Why, you may (quite reasonably!) ask, am I still doing all of this the old-school way, rather than streaming from clouds and Spotify, like the kids do these days? Part of it is logistics — I do a lot of my listening on the subway, where, guess what, no Internet. (Also, less of this stuff is on Spotify than its boosters would have me believe, and there’s only so much I’m willing to spend on a “cloud.”) But there’s also a sentimental attachment to these devices, and what they came to stand for in the lives of music enthusiasts.

I was a fairly early adopter of the iPod — not first generation, mind you, but the second-gen model, purchased in January of 2004 for the tidy sum of $399. It only held 10GB, but subsequent models held more, much more, and filling them became the digital equivalent of George Carlin unpacking in a hotel room: “We got more places than we got stuff! We’re gonna hafta buy more stuff!” It all went in, ripped and downloaded and stuffed into that iTunes library that I spent good God so much time curating.

On second thought, “curating” might be too strong a word for it. Though my mild case of undiagnosed OCD is certainly present there (all tracks and albums carefully titled, matched up to accurate album covers, and separated into genre), it’s an unruly collection of music I’ve listened to many times over and can sing along with unconsciously, right up alongside tracks downloaded on a whim and still unfamiliar.
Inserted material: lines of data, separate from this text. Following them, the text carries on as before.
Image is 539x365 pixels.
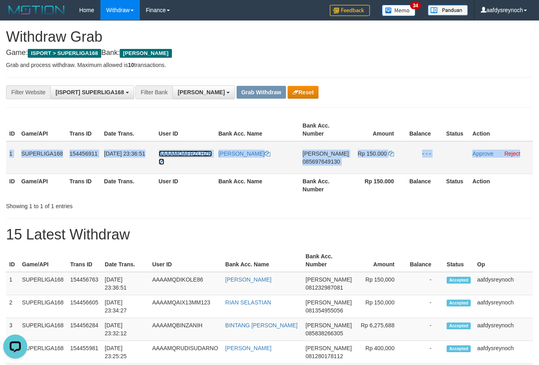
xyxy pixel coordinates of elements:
[6,174,18,197] th: ID
[18,118,66,141] th: Game/API
[102,341,149,364] td: [DATE] 23:25:25
[6,141,18,174] td: 1
[155,174,215,197] th: User ID
[225,322,297,329] a: BINTANG [PERSON_NAME]
[302,249,355,272] th: Bank Acc. Number
[69,151,98,157] span: 154456911
[299,174,352,197] th: Bank Acc. Number
[355,295,406,318] td: Rp 150,000
[6,272,19,295] td: 1
[443,249,474,272] th: Status
[149,341,222,364] td: AAAAMQRUDISUDARNO
[177,89,224,96] span: [PERSON_NAME]
[120,49,171,58] span: [PERSON_NAME]
[225,345,271,352] a: [PERSON_NAME]
[18,174,66,197] th: Game/API
[410,2,421,9] span: 34
[469,118,533,141] th: Action
[406,318,443,341] td: -
[355,249,406,272] th: Amount
[102,295,149,318] td: [DATE] 23:34:27
[504,151,520,157] a: Reject
[305,345,352,352] span: [PERSON_NAME]
[6,29,533,45] h1: Withdraw Grab
[3,3,27,27] button: Open LiveChat chat widget
[6,318,19,341] td: 3
[67,318,102,341] td: 154456284
[18,141,66,174] td: SUPERLIGA168
[19,272,67,295] td: SUPERLIGA168
[352,174,405,197] th: Rp 150.000
[355,318,406,341] td: Rp 6,275,688
[305,307,343,314] span: Copy 081354955056 to clipboard
[446,346,470,352] span: Accepted
[19,295,67,318] td: SUPERLIGA168
[135,85,172,99] div: Filter Bank
[474,295,533,318] td: aafdysreynoch
[305,277,352,283] span: [PERSON_NAME]
[474,341,533,364] td: aafdysreynoch
[406,141,443,174] td: - - -
[6,4,67,16] img: MOTION_logo.png
[305,322,352,329] span: [PERSON_NAME]
[67,295,102,318] td: 154456605
[55,89,124,96] span: [ISPORT] SUPERLIGA168
[406,249,443,272] th: Balance
[104,151,145,157] span: [DATE] 23:36:51
[155,118,215,141] th: User ID
[427,5,468,16] img: panduan.png
[474,318,533,341] td: aafdysreynoch
[236,86,286,99] button: Grab Withdraw
[382,5,415,16] img: Button%20Memo.svg
[302,151,348,157] span: [PERSON_NAME]
[50,85,134,99] button: [ISPORT] SUPERLIGA168
[101,174,155,197] th: Date Trans.
[172,85,234,99] button: [PERSON_NAME]
[446,277,470,284] span: Accepted
[406,295,443,318] td: -
[469,174,533,197] th: Action
[305,285,343,291] span: Copy 081232987081 to clipboard
[215,118,299,141] th: Bank Acc. Name
[28,49,101,58] span: ISPORT > SUPERLIGA168
[6,85,50,99] div: Filter Website
[101,118,155,141] th: Date Trans.
[355,272,406,295] td: Rp 150,000
[406,341,443,364] td: -
[6,49,533,57] h4: Game: Bank:
[128,62,134,68] strong: 10
[149,318,222,341] td: AAAAMQBINZANIH
[474,272,533,295] td: aafdysreynoch
[6,249,19,272] th: ID
[305,353,343,360] span: Copy 081280178112 to clipboard
[406,118,443,141] th: Balance
[225,277,271,283] a: [PERSON_NAME]
[388,151,394,157] a: Copy 150000 to clipboard
[6,199,218,210] div: Showing 1 to 1 of 1 entries
[19,249,67,272] th: Game/API
[225,299,271,306] a: RIAN SELASTIAN
[305,330,343,337] span: Copy 085838266305 to clipboard
[305,299,352,306] span: [PERSON_NAME]
[406,174,443,197] th: Balance
[67,249,102,272] th: Trans ID
[19,341,67,364] td: SUPERLIGA168
[287,86,318,99] button: Reset
[159,151,212,157] span: AAAAMQAFRZLHZN
[299,118,352,141] th: Bank Acc. Number
[215,174,299,197] th: Bank Acc. Name
[218,151,270,157] a: [PERSON_NAME]
[406,272,443,295] td: -
[67,341,102,364] td: 154455981
[6,61,533,69] p: Grab and process withdraw. Maximum allowed is transactions.
[222,249,302,272] th: Bank Acc. Name
[446,323,470,330] span: Accepted
[474,249,533,272] th: Op
[352,118,405,141] th: Amount
[443,118,469,141] th: Status
[102,318,149,341] td: [DATE] 23:32:12
[159,151,212,165] a: AAAAMQAFRZLHZN
[446,300,470,307] span: Accepted
[149,272,222,295] td: AAAAMQDIKOLE86
[358,151,387,157] span: Rp 150.000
All of it, from all the genres and all the timeframes and all the sources, dumps onto that iPod, and having that much music in your pocket makes you a less disciplined listener, but it also makes you a more open one — willing to try anything, because what the hell, it’s not like you’re gonna run out of room.

For the time being, that remains an option. But when these little bricks die, I won’t be able to replace them, and I can’t imagine I’m the only musical pack rat for whom this is a sad realization. Some of this is a generational concern; we’re dealing in digital music but still on a tangible device, and letting go of it is part of a continuing shift away from physical media that doesn’t go down easy for many of us. The shrugging response to the death of the iPod is peculiar from a historical standpoint — this was quite literally a revolutionary device, one that played no small role in making Apple the force that it has become. But the end of the iPod era is more personal than that; it means that the day will come, and soon, when you can no longer play this game of musical roulette, where you click “Shuffle Songs” and see what happens.